In itself this establishment as hero of a national cult might be harmless. After all, if any writer was to fill the role, Burns was the inevitable candidate, for he alone of the great Scottish writers was truly a man of the people. Not the existence of the cult,[Pg 307] but the direction it took, is the tragedy of Burns. The sentimentality which lies, like the soft core of an over-ripe pear, at the heart of writers like ‘Ian Maclaren’, Sir James Barrie, and A. A. Milne, is widespread in Scotland. In the Burns cult this softness yearns to the answering softness of ‘The Cotter’s Saturday Night’, ‘To a Mouse’, and ‘To a Mountain Daisy’, extols its hero as the Bard of Humanity and Democracy, and rejoices in the bathos of Clarinda and Highland Mary. Meanwhile the ribald magnificence of ‘Holy Willie’ and ‘The Jolly Beggars’ is neglected, the homely realism of satires, epistles, and dramatic monologues goes unread. Worst of all, the splendid treasury of more than three hundred songs, Burns’s most truly patriotic work, lies almost untouched on the shelves. Radio and concert stage alike ignore them. And choice of the few that are known to the public at large runs true to the same form as with the longer poems. Probably a hundred people know ‘Sweet Afton’ for one who knows ‘M’Pherson’s Farewell’ or ‘Rantin’ Rovin’ Robin’.
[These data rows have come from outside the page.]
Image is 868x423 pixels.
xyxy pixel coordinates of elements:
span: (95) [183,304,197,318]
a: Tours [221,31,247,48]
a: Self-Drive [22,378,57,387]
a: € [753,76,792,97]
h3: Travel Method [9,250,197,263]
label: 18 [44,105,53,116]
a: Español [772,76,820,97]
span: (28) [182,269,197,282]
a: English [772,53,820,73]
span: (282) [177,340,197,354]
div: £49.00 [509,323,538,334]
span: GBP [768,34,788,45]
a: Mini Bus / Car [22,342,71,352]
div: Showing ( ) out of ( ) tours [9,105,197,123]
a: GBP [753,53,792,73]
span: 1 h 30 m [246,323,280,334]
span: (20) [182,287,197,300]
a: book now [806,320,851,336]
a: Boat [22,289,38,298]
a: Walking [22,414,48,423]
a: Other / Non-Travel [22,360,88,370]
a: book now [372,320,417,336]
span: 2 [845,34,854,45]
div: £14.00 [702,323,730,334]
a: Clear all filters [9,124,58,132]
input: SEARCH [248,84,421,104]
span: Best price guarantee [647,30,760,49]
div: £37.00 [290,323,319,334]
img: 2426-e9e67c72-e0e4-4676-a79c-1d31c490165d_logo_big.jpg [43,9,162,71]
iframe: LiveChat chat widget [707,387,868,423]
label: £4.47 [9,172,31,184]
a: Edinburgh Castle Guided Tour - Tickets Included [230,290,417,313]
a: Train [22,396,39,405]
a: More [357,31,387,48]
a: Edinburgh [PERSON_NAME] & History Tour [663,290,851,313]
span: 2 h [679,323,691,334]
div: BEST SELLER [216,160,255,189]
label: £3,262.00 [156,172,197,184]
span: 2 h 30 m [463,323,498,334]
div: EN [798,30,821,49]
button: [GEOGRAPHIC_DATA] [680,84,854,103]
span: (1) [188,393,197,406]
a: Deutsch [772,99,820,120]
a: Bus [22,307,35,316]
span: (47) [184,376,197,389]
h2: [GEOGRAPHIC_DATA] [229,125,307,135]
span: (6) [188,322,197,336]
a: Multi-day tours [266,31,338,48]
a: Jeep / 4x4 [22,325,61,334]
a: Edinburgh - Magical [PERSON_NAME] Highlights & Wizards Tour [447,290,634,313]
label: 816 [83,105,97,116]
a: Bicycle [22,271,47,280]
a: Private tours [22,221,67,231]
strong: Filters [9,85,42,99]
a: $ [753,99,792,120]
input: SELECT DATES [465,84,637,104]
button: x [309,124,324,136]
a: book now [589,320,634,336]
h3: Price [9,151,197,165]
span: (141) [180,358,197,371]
The flattery of being a national hero would delight Burns. If his followers were only mealy-mouthed where he was outspoken, they would merely amuse him. He would not mind if they slobbered over his sins, for the unco guid were old acquaintance of his. But at the thought of his worshippers exalting his weakest work and ignoring his best, his very soul would scunner. The real Burns was not the dropper of tears over ploughed-under weeds but the man who brought in the neighbours for a[Pg 308] kirn-night and kissed the lasses after every dance; the man who sat by farmers’ ingles and on ale-house benches listening to the racy earthy talk of his people and storing his mind with folk sayings and old songs. He was not ashamed of being a Scottish peasant, the heir of all the picturesque and frequently bawdy tradition of Scots folk literature. Neither was the man who wrote, ‘But yet the light that led astray Was light from Heaven’, ashamed of his human nature. But his worshippers are ashamed of the best part of his nature and his work. And nobody else reads him at all.


[Pg 309]

INDEX


Transcriber’s note

Spelling within quotations has been retained as published. Minor punctuation errors have been changed without notice. The following Printer errors have been changed.

Page 8: “ridge which parallelled it” “ridge which paralleled it”
Page 65: “described Tarbolton townfolk” “described Tarbolton townsfolk”
Page 164: “was promising lifelong” “was promising life-long”
Page 166: “The artificial and hot-house” “The artificial and hothouse”
Page 180: “burlesque of the espisode” “burlesque of the episode”
Page 249: “as the workingday world” “as the working-day world”
Page 312: “Crane, Icabod” “Crane, Ichabod”
Page 316: “Masons. See Freemasons” “Masons. See Freemasonry”

All other inconsistencies are as in the original.